I was thinking about this question again while watching the Merseyside football derby in February. It was a proper Merseyside derby. By this, I meant that it ended up with fans on the pitch, fights, two players being sent off, and both Liverpool’s manager and assistant manager being sent off too. A proper Merseyside derby.  

It was also the last ever Merseyside derby to be held at Goodison Park. And that made me profoundly sad.  

I’ve driven past Goodison a fair bit. You catch site of it looming over Stanley Park as you walk up to Anfield. But I’ve never actually been to a match at Goodison. And now I never will. Goodison will soon join a growing list of football grounds that no longer exist: Highbury, Maine Road, White Hart Lane, The Dell, the Boleyn Ground. All gone.  

Along with Goodison, another stadium has been added to the scrap pile in recent days. You may have heard of it: Old Trafford.  

Yes, Manchester United – who last month announced 200 redundancies at the club, having previously made 250 members of staff redundant last year – have made the decision to spend £2bn on leaving the historic and iconic, if crumbling, Old Trafford stadium to move to a new 100,000-seat stadium. Turns out I only have a few more years to go to Old Trafford before it becomes another page in my book of regrets.  

Highbury. Maine Road. White Hart Lane. The Dell. The Boleyn Ground. Goodison. Old Trafford. These are football’s cathedrals, and they are disappearing.  

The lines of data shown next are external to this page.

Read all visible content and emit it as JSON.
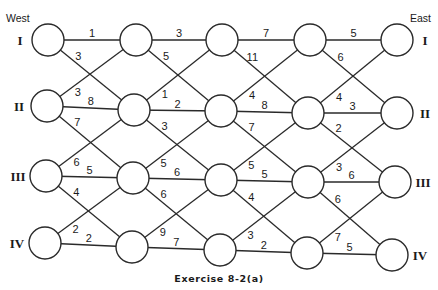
{
  "diagram": {
    "west_label": "West",
    "east_label": "East",
    "caption": "Exercise 8-2(a)",
    "rows": [
      "I",
      "II",
      "III",
      "IV"
    ],
    "node_positions": [
      [
        [
          48,
          40
        ],
        [
          136,
          40
        ],
        [
          222,
          40
        ],
        [
          310,
          40
        ],
        [
          397,
          40
        ]
      ],
      [
        [
          47,
          106
        ],
        [
          134,
          110
        ],
        [
          221,
          111
        ],
        [
          308,
          113
        ],
        [
          397,
          113
        ]
      ],
      [
        [
          46,
          176
        ],
        [
          133,
          178
        ],
        [
          221,
          180
        ],
        [
          308,
          182
        ],
        [
          395,
          182
        ]
      ],
      [
        [
          45,
          243
        ],
        [
          132,
          247
        ],
        [
          220,
          250
        ],
        [
          307,
          253
        ],
        [
          392,
          255
        ]
      ]
    ],
    "node_radius": 16,
    "horizontal_edges": [
      [
        1,
        3,
        7,
        5
      ],
      [
        8,
        2,
        8,
        3
      ],
      [
        5,
        6,
        5,
        6
      ],
      [
        2,
        7,
        2,
        5
      ]
    ],
    "diagonal_down_edges": [
      [
        3,
        5,
        11,
        6
      ],
      [
        7,
        3,
        7,
        2
      ],
      [
        4,
        6,
        4,
        6
      ]
    ],
    "diagonal_up_edges": [
      [
        3,
        1,
        4,
        4
      ],
      [
        6,
        5,
        5,
        3
      ],
      [
        2,
        9,
        3,
        7
      ]
    ]
  }
}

And all of this reminds me about the kind of debates that pop up whenever a church building – whether active or defunct – is used for a purpose that some Christians find disrespectful or blasphemous. Church buildings are often contested spaces; what goes on within them is policed in a way that simply isn’t the case for many other public spaces. Should they host heavy metal gigs? Should disused churches be converted into housing, as this slightly bizarre article seems to revel in.  

When I used to live in Nottingham, there was a bar in the centre of town located inside an old church. It’s a gorgeous old building and it has largely survived the conversion into a bar. It is, it must be said, a lovely place for a drink. But it’s difficult not to feel at least a tinge of sadness that, where that place once reverberated with the sound of praise and worship, it now echoes with the thrum of drinks orders and club music. It feels haunted with the presence of God. 

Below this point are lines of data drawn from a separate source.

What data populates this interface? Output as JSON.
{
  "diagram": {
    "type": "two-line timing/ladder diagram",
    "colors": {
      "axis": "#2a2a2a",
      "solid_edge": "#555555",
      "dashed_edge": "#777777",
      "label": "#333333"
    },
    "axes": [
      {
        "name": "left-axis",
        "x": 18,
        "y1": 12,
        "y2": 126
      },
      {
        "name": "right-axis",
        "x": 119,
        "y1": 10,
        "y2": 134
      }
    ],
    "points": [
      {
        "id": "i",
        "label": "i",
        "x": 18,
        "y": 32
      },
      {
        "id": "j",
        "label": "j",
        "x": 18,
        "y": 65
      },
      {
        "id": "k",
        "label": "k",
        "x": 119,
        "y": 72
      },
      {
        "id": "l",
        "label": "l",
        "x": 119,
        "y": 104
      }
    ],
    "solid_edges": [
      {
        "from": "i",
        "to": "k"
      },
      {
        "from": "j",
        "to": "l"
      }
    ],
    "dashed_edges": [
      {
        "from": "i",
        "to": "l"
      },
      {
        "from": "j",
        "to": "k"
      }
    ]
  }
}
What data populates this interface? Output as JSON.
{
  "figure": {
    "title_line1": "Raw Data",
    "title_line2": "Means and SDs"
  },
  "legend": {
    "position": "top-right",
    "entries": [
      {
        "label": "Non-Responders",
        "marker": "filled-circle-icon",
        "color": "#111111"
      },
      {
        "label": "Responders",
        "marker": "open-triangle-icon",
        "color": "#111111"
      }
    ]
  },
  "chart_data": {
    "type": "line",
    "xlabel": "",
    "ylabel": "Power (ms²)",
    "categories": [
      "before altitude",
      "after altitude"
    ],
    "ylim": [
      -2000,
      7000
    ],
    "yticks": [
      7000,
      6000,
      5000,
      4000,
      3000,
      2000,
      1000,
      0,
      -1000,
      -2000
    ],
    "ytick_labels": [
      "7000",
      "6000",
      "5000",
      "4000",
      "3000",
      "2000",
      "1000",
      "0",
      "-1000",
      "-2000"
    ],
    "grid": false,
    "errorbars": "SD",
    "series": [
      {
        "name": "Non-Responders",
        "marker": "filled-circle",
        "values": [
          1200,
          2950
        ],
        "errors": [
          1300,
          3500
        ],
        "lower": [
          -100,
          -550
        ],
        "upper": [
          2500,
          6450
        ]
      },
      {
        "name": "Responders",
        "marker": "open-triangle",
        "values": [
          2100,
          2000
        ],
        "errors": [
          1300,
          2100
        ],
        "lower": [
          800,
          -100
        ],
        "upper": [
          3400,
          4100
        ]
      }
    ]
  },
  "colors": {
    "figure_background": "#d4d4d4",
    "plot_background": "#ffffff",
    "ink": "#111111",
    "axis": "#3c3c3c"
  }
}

Look, things change, I know that. I’m not so nostalgic as to think that everything needs to stay as it was when I was a child. But it’s hard not to wonder about the histories that are being lost, and the stories that are being forgotten, when we demolish or repurpose our church buildings, or our football stadia.   

There is a reason why we preserve our history, and our cultural heritage. Sharing the same physical space as those that go before us is a supremely spiritual act. We visit castle ruins, old churches, and war-torn battlefields because they connect us to those that went before. We enter the stories of those people and realise that perhaps they aren’t so different from our own stories. 

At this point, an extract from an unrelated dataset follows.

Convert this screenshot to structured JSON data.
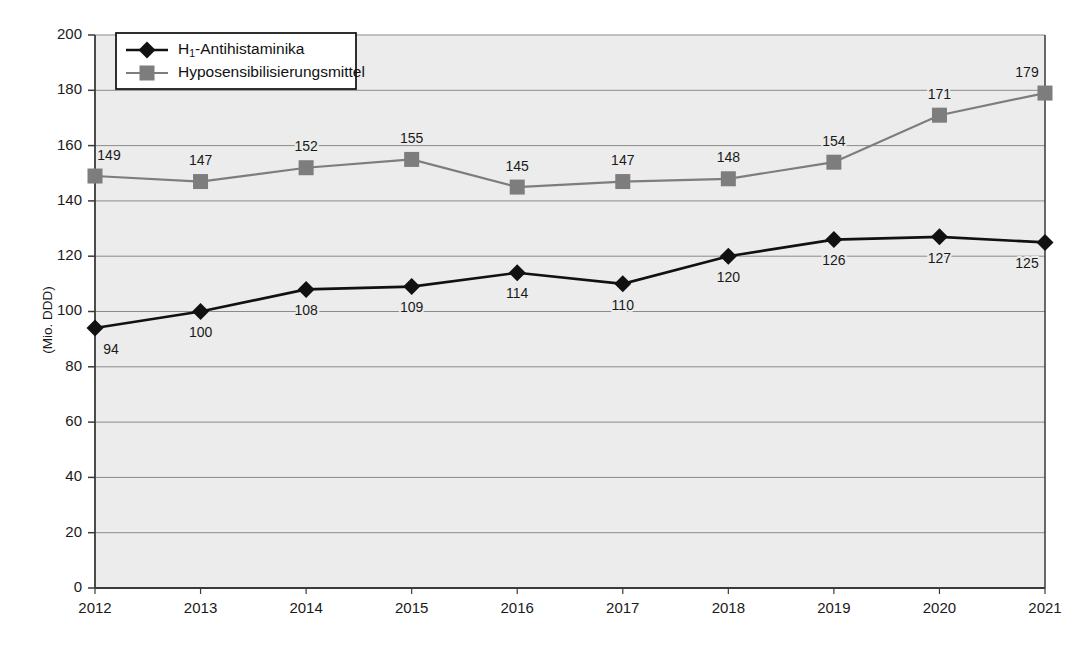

Come May, the Gwladys Street End at Goodison will have sung its last song. In the near future, Old Trafford’s Stretford End will fall silent, too. Liverpool’s owners FSG have come in for a lot of criticism since taking over in 2010. But, along with appointing Jürgen Klopp, their decision to renovate rather than move away from Anfield will surely go down in history as an unqualified success. It is a place that reeks of history, of stories past. And those stories shape and underwrite the club’s stories in the present.  

Again: things change, I get that. But whether it’s the church’s buildings or football stadia, we lose these spaces – and the stories born within them – at great cost to ourselves.